After a year of mainstream radio exposure, MTV airplay, and commercial tie-ins, the once underground swing movement will reach complete mass media meltdown when Big Bad Voodoo Daddy joins Gloria Estefan and Stevie Wonder as part of the Super Bowl halftime show next month.

The band, who will participate in an event saddled with the unwieldy but profitable title of "The Progressive Auto Insurance Super Bowl XXXIII Halftime Show," now joins a roster of past performers that includes Up With People, New Kids On The Block, and Brian Boitano. "Audiences young and old will love the fun, high-energy performance of Big Bad Voodoo Daddy," NFL President Neil Austrian vowed in a written statement released on Monday. The announcement is also believed to be the first time ever that the National Football League has issued a press release that name-checks Black Flag.

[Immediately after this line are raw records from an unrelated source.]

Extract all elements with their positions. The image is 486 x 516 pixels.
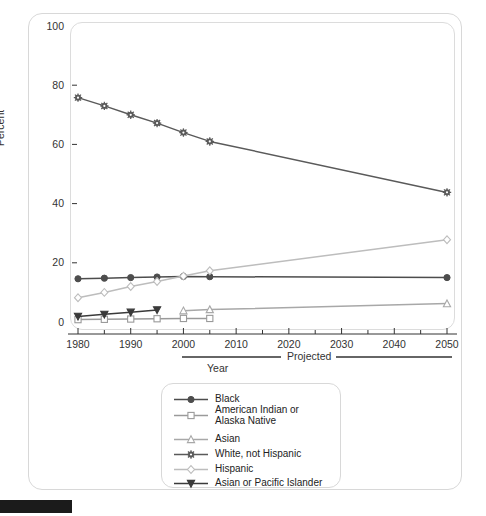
legend-item[interactable]: Asian	[172, 432, 240, 445]
x-tick-label: 1990	[106, 339, 156, 350]
x-tick-label: 2010	[211, 339, 261, 350]
legend-item-label: Hispanic	[215, 463, 253, 474]
legend-item-label: Asian or Pacific Islander	[215, 477, 322, 488]
chart-page: 0204060801001980199020002010202020302040…	[0, 0, 486, 516]
legend-item[interactable]: American Indian or Alaska Native	[172, 408, 299, 421]
x-tick-label: 2040	[369, 339, 419, 350]
x-axis-title: Year	[207, 362, 228, 374]
legend-marker-icon	[172, 447, 210, 460]
y-axis-title: Percent	[0, 110, 6, 146]
y-tick-label: 80	[28, 80, 64, 91]
legend-marker-icon	[172, 432, 210, 445]
x-tick-label: 2050	[422, 339, 472, 350]
legend-item-label: White, not Hispanic	[215, 448, 301, 459]
y-tick-label: 100	[28, 21, 64, 32]
plot-area-frame	[70, 22, 455, 330]
legend-item-label: Black	[215, 393, 239, 404]
legend-marker-icon	[172, 392, 210, 405]
legend-marker-icon	[172, 462, 210, 475]
x-tick-label: 1980	[53, 339, 103, 350]
projected-annotation: Projected	[287, 350, 331, 362]
legend-item-label: Asian	[215, 433, 240, 444]
x-tick-label: 2030	[317, 339, 367, 350]
x-tick-label: 2020	[264, 339, 314, 350]
x-tick-label: 2000	[158, 339, 208, 350]
y-tick-label: 60	[28, 139, 64, 150]
legend-item[interactable]: White, not Hispanic	[172, 447, 301, 460]
legend-item[interactable]: Asian or Pacific Islander	[172, 476, 322, 489]
y-tick-label: 40	[28, 198, 64, 209]
legend-marker-icon	[172, 476, 210, 489]
legend-marker-icon	[172, 408, 210, 421]
bottom-accent-bar	[0, 500, 72, 513]
legend-item[interactable]: Hispanic	[172, 462, 253, 475]
y-tick-label: 20	[28, 257, 64, 268]
chart-legend: BlackAmerican Indian or Alaska NativeAsi…	[161, 383, 341, 488]
legend-item-label: American Indian or Alaska Native	[215, 404, 299, 426]
y-tick-label: 0	[28, 317, 64, 328]
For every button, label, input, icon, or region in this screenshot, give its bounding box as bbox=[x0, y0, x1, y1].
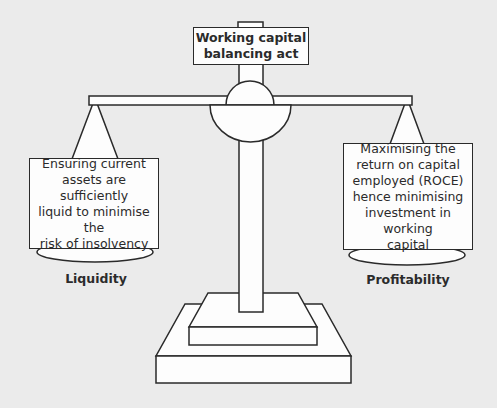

In the early days of the Super Bowl, when dinosaurs roamed the earth, the game's halftime proceedings resembled those of your average football contest with marching bands filling the time between the second and third quarter. Over the years, as viewership has grown, so have the halftime proceedings, giving the world spectacles like Super Bowl XXVI's "Winter Magic" with Gloria Estefan, Brian Boitano and Dorothy Hamill, Super Bowl XXVIII's "Rockin' Country Sunday" with Wynonna, Naomi Judd, Clint Black, Travis Tritt and Tanya Tucker, and Super Bowl XXIX's "The Temple of the Forbidden Eye" with Tony Bennett, Patti LaBelle, Arturo Sandoval and the Miami Sound Machine.

The NFL has tried to give younger viewers less of a reason to turn the channel during halftime of the Super Bowl in recent years, employing the services of Boyz II Men and Queen Latifah last year as part of a Motown Records 40th anniversary celebration.